Quick Answer
The just and equitable principles of trade standard is the broad ethics rule requiring every National Futures Association (NFA) Member and Associate to observe high standards of commercial honor and deal fairly with customers. It is the catch-all that reaches dishonest or self-dealing conduct even when no narrower, more specific rule names the exact act.
Every rulebook needs one broad standard that covers bad behavior nobody wrote a specific rule against, and in futures that standard is the just and equitable principles of trade. It is deliberately open-ended.

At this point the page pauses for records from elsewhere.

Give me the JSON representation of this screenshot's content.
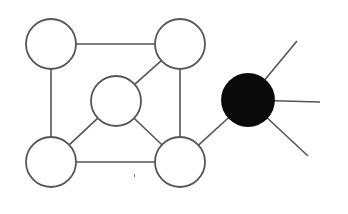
{
  "diagram": {
    "type": "graph",
    "background": "#ffffff",
    "stroke_color": "#555555",
    "node_fill": "#ffffff",
    "highlight_fill": "#0a0a0a",
    "nodes": [
      {
        "id": "n-top-left",
        "cx": 51,
        "cy": 44,
        "r": 25,
        "filled": false
      },
      {
        "id": "n-top-right",
        "cx": 180,
        "cy": 44,
        "r": 25,
        "filled": false
      },
      {
        "id": "n-center",
        "cx": 116,
        "cy": 101,
        "r": 25,
        "filled": false
      },
      {
        "id": "n-bottom-left",
        "cx": 51,
        "cy": 162,
        "r": 25,
        "filled": false
      },
      {
        "id": "n-bottom-right",
        "cx": 180,
        "cy": 162,
        "r": 25,
        "filled": false
      },
      {
        "id": "n-black",
        "cx": 248,
        "cy": 100,
        "r": 26,
        "filled": true
      }
    ],
    "edges": [
      {
        "from": "n-top-left",
        "to": "n-top-right"
      },
      {
        "from": "n-top-left",
        "to": "n-bottom-left"
      },
      {
        "from": "n-top-right",
        "to": "n-bottom-right"
      },
      {
        "from": "n-bottom-left",
        "to": "n-bottom-right"
      },
      {
        "from": "n-center",
        "to": "n-top-right"
      },
      {
        "from": "n-center",
        "to": "n-bottom-left"
      },
      {
        "from": "n-center",
        "to": "n-bottom-right"
      },
      {
        "from": "n-bottom-right",
        "to": "n-black"
      }
    ],
    "dangling_edges": [
      {
        "from": "n-black",
        "x2": 297,
        "y2": 41
      },
      {
        "from": "n-black",
        "x2": 320,
        "y2": 102
      },
      {
        "from": "n-black",
        "x2": 308,
        "y2": 156
      }
    ],
    "artifact_mark": {
      "x": 134,
      "y": 174
    }
  }
}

When a fact pattern describes conduct that is plainly unfair or dishonest but does not fit a named rule, this is the standard it violates.
The Broad Ethics Standard
The conduct rules require every National Futures Association (NFA) Member and Associate to observe high standards of commercial honor and just and equitable principles of trade in the conduct of its futures business.
- It is a general fair-dealing and good-conduct standard, not a checklist. It is the catch-all the NFA reaches for when conduct is dishonest or abusive even if no narrower rule names the specific act.

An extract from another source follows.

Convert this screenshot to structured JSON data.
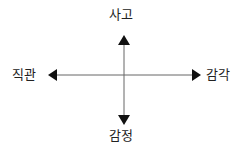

- Concretely, it obligates Members and Associates to deal fairly with customers and to put the customer's interest ahead of their own when soliciting and executing futures business.

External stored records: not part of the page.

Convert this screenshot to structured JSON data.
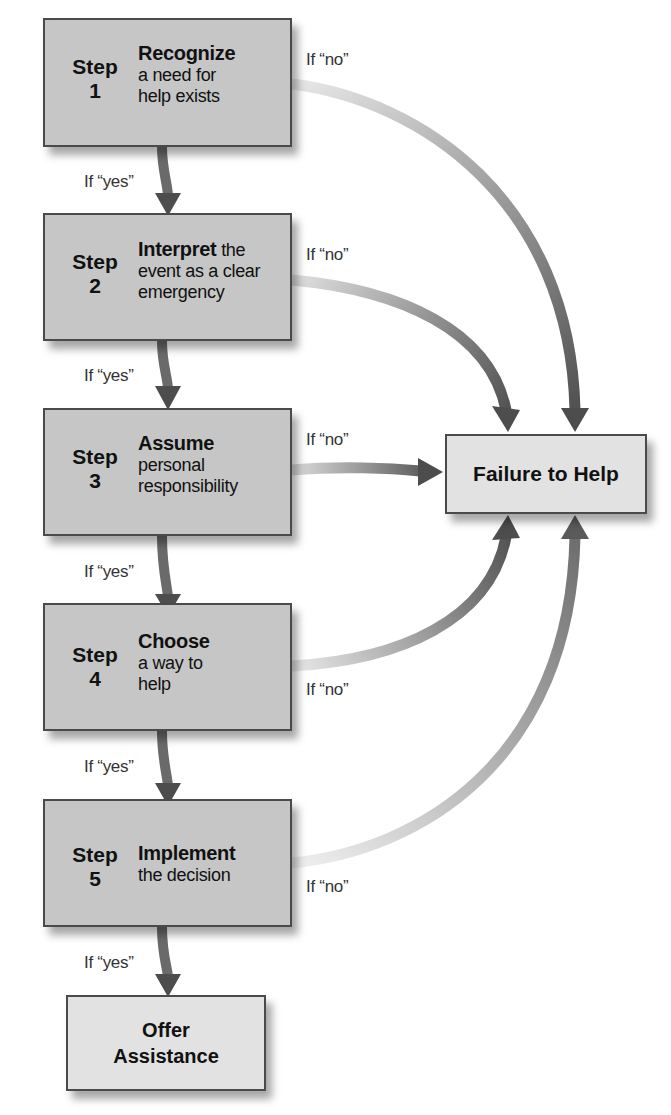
{
  "steps": [
    {
      "step_label": "Step",
      "number": "1",
      "title": "Recognize",
      "title_suffix": "",
      "description": "a need for help exists",
      "lines": [
        "a need for",
        "help exists"
      ]
    },
    {
      "step_label": "Step",
      "number": "2",
      "title": "Interpret",
      "title_suffix": " the",
      "description": "event as a clear emergency",
      "lines": [
        "event as a clear",
        "emergency"
      ]
    },
    {
      "step_label": "Step",
      "number": "3",
      "title": "Assume",
      "title_suffix": "",
      "description": "personal responsibility",
      "lines": [
        "personal",
        "responsibility"
      ]
    },
    {
      "step_label": "Step",
      "number": "4",
      "title": "Choose",
      "title_suffix": "",
      "description": "a way to help",
      "lines": [
        "a way to",
        "help"
      ]
    },
    {
      "step_label": "Step",
      "number": "5",
      "title": "Implement",
      "title_suffix": "",
      "description": "the decision",
      "lines": [
        "the decision"
      ]
    }
  ],
  "outcomes": {
    "failure": {
      "line1": "Failure to Help"
    },
    "success": {
      "line1": "Offer",
      "line2": "Assistance"
    }
  },
  "connector_labels": {
    "yes": "If “yes”",
    "no": "If “no”"
  },
  "colors": {
    "step_box_fill": "#c6c6c6",
    "outcome_box_fill": "#e2e2e2",
    "border": "#4a4a4a",
    "arrow": "#555555"
  }
}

- Recognized applications include:
- Not trading ahead of customer orders (the firm does not step in front of a customer's order for its own benefit)
- Using reasonable diligence to get customers a favorable execution
- Being honest in solicitation and in disclosing costs
Think of it this way: this standard is the general good-conduct clause of the futures world. A specific rule is like a posted sign that names one forbidden act; the just and equitable principles standard is the broader expectation of honest dealing that covers the misconduct nobody bothered to post a sign for. If a firm does something clearly sleazy that no narrow rule happens to mention, this is the rule that still catches it.
Exam Tip: Gotchas
- This is the catch-all, so reach for it when nothing more specific fits. When a scenario shows conduct that is obviously unfair, dishonest, or self-dealing but does not match a specifically named rule, the just and equitable principles of trade standard is what it violates. It exists precisely to close the gaps a narrow rulebook would otherwise leave open.
- Putting the firm's interest ahead of the customer's violates it. The standard requires the customer's interest to come first in solicitation and execution. Trading ahead of a customer's order, or steering a customer for the firm's benefit, breaches this duty even if no other rule is cited.